Wednesday 5 October 2011

Reading

Arf I have done what I do *every* chapter or essay and it is very annoying.

each time, honestly for YEARS, I do all my research, get together all my sources and then think 'right!  let's get writing!'  Then I sit around for a few days sort of stuck and thinking am just procrastinating.  THEN finally I realise that I am not actually ready to write and, UG UG UG, I have to re-read all my sources in one fell swoop to get all the info into my brain ready to regugitate it.  And I forget every time because I hate doing it and secretly just hope I could do the reading once, do a plan and then write it out like a genius memory person.  I give myself too much credit and forget (haha the irony) that I have a terible memory and have to work twice as hard as anyone else.  SO I am not writing today, I am re-reading (quickly, but thoroughly) all my sources relevant to this chapter and then will write it out.

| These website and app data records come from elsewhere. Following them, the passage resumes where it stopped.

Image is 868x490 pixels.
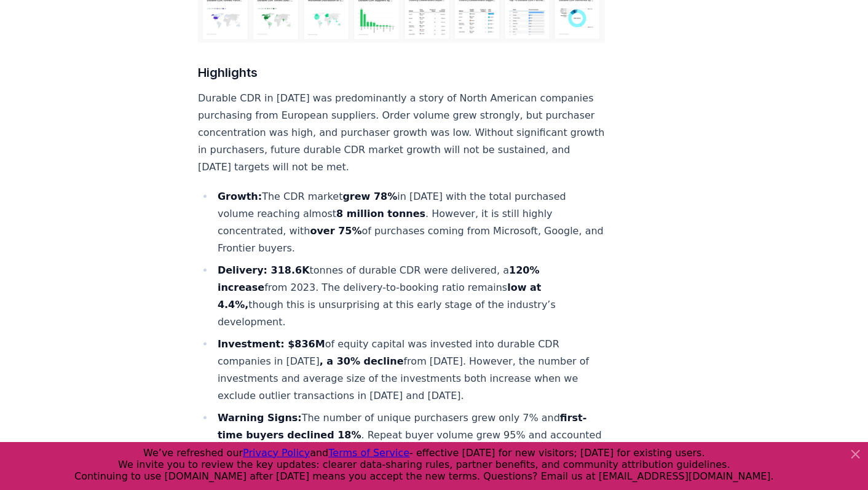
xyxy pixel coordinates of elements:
[343,190,398,202] strong: grew 78%
[217,265,310,276] strong: Delivery: 318.6K
[217,338,325,350] strong: Investment: $836M
[310,225,362,237] strong: over 75%
[214,262,605,331] li: tonnes of durable CDR were delivered, a from 2023​. The delivery-to-booking ratio remains though ...
[217,282,542,310] strong: low at 4.4%,
[217,190,262,202] strong: Growth:
[214,188,605,257] li: The CDR market in [DATE] with the total purchased volume reaching almost . However, it is still h...
[320,355,404,367] strong: , a 30% decline
[337,208,425,220] strong: 8 million tonnes
[217,412,302,424] strong: Warning Signs:
[214,336,605,405] li: of equity capital was invested into durable CDR companies in [DATE] from [DATE]​. However, the nu...
[214,409,605,478] li: The number of unique purchasers grew only 7% and . Repeat buyer volume grew 95% and accounted for...
[198,90,605,176] p: Durable CDR in [DATE] was predominantly a story of North American companies purchasing from Europ...
[198,63,605,82] h3: Highlights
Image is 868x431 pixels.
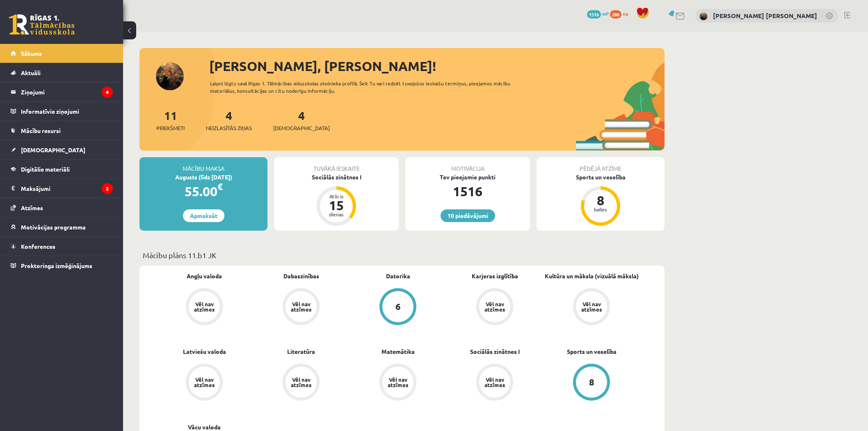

The thing is that i cannot leave any time between reading and writing.  So if I spent today and tomorrow reading, as I probably will, I must, must must start writing tomorrow night (uh oh can't as DB has footie all night) or Friday night.  As soon as I can basically or the info will be forgotton and I shall have to do it ALLLLLL again.  No please, no.

This is the kind of thing that is hard with a baby.  They just totally take up your time even if you are committed to the nth degree ;0) 

So better not waste time.  Actually, would be best to read as much as I can today wouldn't it, to start writing tomorrow afternoon hopefully.  I can't rush it though, I must remember that this reading bit is actually very important cause once it is done I write pretty quickly. 

I hate being thorough.

x J

2 comments:

Anonymous said...

Hey, I know exactly how you feel with the reading/writing dilemma cos I'm the same! What I've started doing and what seems to work for me is everytime I read a good quote or statement when re-reading an article I type it into a blank Word document as I go along. Also at the end of an article I might jot down one sentence to summarise the main point of what was argued. By the time I've re-read all my articles around a topic area I've got a list of relevant statements/quotes/points together which I then rejig in some logical order (which might already suggest a suitable sub-heading or two) and which provides me with a sort of skeleton for my text. Then I try to write around and expand what I've got into paragraphs and individual little sections. Doing it this way means I don't need to rely on remembering what each author said when it comes to the writing bit. Worth a try? Bx

Numpty said...

Aw thanks B!

Several people have tried to cure me of my long-winded reading-to-writing process to no avail ;0) I fear I am stuck. The problem is a basic lack of intelligence - I need to read and re-read (and write and re-write notes) to a) remember any of the sources that exist as my short term memory is so poor I can see an author and not realise I read them last week; b) remember what said author said; and c) work out how the arguments of said authors all come together in my particular thesis. I am so dumb it takes aaages for this to all come together! I tried writing the key bits onto a word doc and, ahem, forgot I was doing so and just went back to handwriting out notes on each article/book ;0) I need to handwrite to consolidate ideas, I am a very visual learner hehe. Anywho, thanks, and I plod on!